Lehigh Cement in Union Bridge Maryland recieved Cement by Railcar via the Maryland Midland.
I THINK it was National out in Martinsburg WVa and Coplay in Lime Kiln that produced the Cement for Lehigh.
Trucking was a max 250 mile radius from Union Bridge to feed a Ready Mix plant. I think I recall one in Arlington Va that had 5 silos, 6 of us would be preloaded the day before and race to Arlington to offload and about an hour later race back to Lime Kiln or Union Bridge to get more cement. This would go on for the day... sunrise to sunset until the ready mix plant says enough is enough, stop. And then we race to pre load for tomorrow's delivery.
Sometimes we got Cement out of Grace in South Baltimore by Curtis bay off a Ship next to the Canton Railroad that I think also delivered chemicals and Cement. Also in Baltimore we would deliver to a Lehigh silo for export by ship or transload onto other trucks.
A cement plant that makes cement would recieve Balls for thier Ball Mills for grinding before firing the stuff.
In Arkansas down by Hope we would get Cement delivered only by railcar. They would vibrate the stuff down the chute and up onto the big silo above the scale and we would weight out a tanker load of cement and off to the Ready Mix plant. I recall putting away 400-600 miles per day with a day cab... 9-14 hour days running back and forth feeding two or three of a company's ready mix in the area.
Once in awhile we dart into a coal fired power plant to dip a load of fly ash and truck it back to feed the ready mix.
Tanker truck tares with a R model Mack and a Heil Three potter or a Butler would be about 23 to 26 thousand give or take and gross at... 77 or so but we dump it to 80K and get around the scales anyhoo. They can measure a truck load to 20 pounds. It is interesting to see the loader watch the scale meter wind up in bigger numbers towards 80,000 gross and slap the off button and watch it stop right at 80K.
It only takes 45 minutes or so to unload a tanker at 14 psi. The problems is making sure you dont plug up because you are creating massive air/mix slurry and forcing it to climb... 30 to 100 feet up a 6 inch pipe. Electric motors fired by the plant is the best. Truck turbos tend to cough and plug up when it rains or when the engine isnt developing max horse.
How does one know it's moving ok in the pipe? Watching the dust fly out of the escape valve on top of the silo is one clue. Watching your tanker rock on it's tires and airride is another clue and finally a boot on the rubber hose connection is a good way to feel the stuff moving. There is a certain behavior of that pipe when the stuff is moving properly. It winds back and forth like a snake, a very large snake.
You always had a bucket of water to douse leaks. You see a spray of cement dust fly out of a leak and you poured water onto it until it quit leaking after sealing. However you never took your eyes off that pipe and off the hose. Should something fail, people will die.

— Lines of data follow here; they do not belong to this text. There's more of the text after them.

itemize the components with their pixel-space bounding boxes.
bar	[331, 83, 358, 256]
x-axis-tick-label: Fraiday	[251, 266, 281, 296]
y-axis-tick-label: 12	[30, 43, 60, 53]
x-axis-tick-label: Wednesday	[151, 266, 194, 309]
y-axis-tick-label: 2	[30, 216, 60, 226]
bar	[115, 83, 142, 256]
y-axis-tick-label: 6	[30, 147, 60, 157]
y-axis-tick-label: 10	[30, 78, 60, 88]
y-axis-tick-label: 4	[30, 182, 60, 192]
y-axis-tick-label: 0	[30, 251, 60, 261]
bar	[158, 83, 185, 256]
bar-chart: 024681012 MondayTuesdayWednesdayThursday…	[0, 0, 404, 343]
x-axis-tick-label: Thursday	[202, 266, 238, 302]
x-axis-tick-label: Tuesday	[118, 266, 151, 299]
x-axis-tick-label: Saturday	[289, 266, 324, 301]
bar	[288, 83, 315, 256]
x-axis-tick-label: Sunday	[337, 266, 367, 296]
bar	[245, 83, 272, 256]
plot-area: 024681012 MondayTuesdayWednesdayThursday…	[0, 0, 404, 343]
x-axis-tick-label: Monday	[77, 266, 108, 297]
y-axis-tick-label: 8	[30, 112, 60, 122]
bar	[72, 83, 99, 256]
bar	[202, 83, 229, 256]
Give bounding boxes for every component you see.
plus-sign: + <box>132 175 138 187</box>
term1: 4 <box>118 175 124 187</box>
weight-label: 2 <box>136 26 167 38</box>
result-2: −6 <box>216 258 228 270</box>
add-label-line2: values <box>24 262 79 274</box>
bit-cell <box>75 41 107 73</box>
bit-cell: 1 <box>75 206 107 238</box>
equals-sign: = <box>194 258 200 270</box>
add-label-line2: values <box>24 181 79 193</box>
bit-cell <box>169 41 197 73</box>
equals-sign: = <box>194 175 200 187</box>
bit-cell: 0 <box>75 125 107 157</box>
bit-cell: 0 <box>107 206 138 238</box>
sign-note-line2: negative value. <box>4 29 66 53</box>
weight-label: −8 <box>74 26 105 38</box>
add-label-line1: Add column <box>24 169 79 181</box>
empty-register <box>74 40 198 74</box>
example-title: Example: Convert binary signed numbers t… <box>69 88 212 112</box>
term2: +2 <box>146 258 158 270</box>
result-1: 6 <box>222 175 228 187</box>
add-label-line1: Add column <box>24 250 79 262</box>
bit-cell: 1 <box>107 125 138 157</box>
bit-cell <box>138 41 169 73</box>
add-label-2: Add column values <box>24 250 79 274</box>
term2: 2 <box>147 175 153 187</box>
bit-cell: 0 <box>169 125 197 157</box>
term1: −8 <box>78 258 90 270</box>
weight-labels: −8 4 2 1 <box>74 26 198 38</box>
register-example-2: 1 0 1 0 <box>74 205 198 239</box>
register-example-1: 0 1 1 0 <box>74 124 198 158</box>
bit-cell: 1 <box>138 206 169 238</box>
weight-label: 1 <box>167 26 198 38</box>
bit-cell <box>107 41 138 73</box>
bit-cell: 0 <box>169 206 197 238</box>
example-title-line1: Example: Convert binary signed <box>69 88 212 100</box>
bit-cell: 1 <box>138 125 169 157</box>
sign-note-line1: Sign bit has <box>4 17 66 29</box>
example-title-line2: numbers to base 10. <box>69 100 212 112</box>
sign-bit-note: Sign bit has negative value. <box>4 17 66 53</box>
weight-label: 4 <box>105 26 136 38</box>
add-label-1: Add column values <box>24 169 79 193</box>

Finally but not last, every time a man goes up top of the tanker to open the hatch there is danger of finding that there is pressure in that tanker and it can throw a man a few hundred feet to his death.
Sometimes recievers like the Lehigh in Baltimore can feed 20 trucks with air sufficient to unload all of them at once. Woe unto the one lazy driver who fails to shut off his tanker when unloaded. The loss of air can threaten the entire operation. You would listen for the tanker's music. When it is unloading there is a musical hum. When it starts to whine and hollar you banged on the bottom of the pot with a rubber mallet to get the last little bit out. When the tanker is in full cry, it's empty.

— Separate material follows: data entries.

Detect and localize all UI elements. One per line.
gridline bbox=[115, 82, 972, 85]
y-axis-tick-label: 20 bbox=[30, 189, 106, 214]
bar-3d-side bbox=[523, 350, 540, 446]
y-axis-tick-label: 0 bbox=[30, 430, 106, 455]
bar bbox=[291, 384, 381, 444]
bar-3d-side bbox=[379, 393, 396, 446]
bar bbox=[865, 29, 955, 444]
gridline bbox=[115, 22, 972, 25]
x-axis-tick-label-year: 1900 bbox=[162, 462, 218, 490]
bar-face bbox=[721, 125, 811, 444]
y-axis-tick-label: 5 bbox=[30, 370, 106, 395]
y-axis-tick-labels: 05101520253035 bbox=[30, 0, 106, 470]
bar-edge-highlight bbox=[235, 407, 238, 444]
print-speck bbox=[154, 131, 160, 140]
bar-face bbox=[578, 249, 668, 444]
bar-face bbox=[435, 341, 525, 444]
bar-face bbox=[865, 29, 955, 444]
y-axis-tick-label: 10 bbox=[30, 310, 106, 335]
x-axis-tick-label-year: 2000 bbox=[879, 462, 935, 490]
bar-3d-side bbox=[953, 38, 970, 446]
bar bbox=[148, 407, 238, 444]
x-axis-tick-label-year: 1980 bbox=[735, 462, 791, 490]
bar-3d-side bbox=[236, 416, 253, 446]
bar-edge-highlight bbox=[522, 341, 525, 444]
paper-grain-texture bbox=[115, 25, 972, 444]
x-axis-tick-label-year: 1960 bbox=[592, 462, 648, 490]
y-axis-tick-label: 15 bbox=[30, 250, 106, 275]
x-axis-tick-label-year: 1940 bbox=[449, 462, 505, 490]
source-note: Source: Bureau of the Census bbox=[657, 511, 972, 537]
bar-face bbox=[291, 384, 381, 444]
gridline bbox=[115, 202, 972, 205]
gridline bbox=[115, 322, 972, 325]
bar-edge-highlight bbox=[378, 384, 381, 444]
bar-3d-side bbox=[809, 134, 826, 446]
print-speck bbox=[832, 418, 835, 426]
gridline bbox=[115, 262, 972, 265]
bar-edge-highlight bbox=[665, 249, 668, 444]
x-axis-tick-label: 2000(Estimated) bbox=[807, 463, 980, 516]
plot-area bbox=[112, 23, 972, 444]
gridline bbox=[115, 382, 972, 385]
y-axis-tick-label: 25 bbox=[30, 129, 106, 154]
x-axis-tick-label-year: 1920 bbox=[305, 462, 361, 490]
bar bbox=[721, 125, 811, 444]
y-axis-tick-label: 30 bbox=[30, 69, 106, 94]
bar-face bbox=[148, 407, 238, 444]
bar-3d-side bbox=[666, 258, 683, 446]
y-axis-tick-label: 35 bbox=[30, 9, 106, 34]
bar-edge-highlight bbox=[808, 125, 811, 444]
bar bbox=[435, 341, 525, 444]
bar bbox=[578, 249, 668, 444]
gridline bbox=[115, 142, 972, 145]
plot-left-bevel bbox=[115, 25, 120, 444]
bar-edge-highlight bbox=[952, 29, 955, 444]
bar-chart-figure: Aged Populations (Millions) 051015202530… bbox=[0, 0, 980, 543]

If you hear a great metallic cough that increases in pitch and duration you have a very short time to close off the pot and flush the silo with air. That means your turbo is plugged or you are plugged up somewhere and the tanker literally is consipated.
Such a scenario requires the tanker to be shut down, pressure off and the hose removed along with beating on the silo pipe to dump down the several hundreds if not thousands of pounds of product to the ground to clear the plug. Concrete plants really weally get angry. If you are in rain and dont clear it, it's turns into a solid mass and probably needs a total replacement of rubber hose and everything else involved in the unloading.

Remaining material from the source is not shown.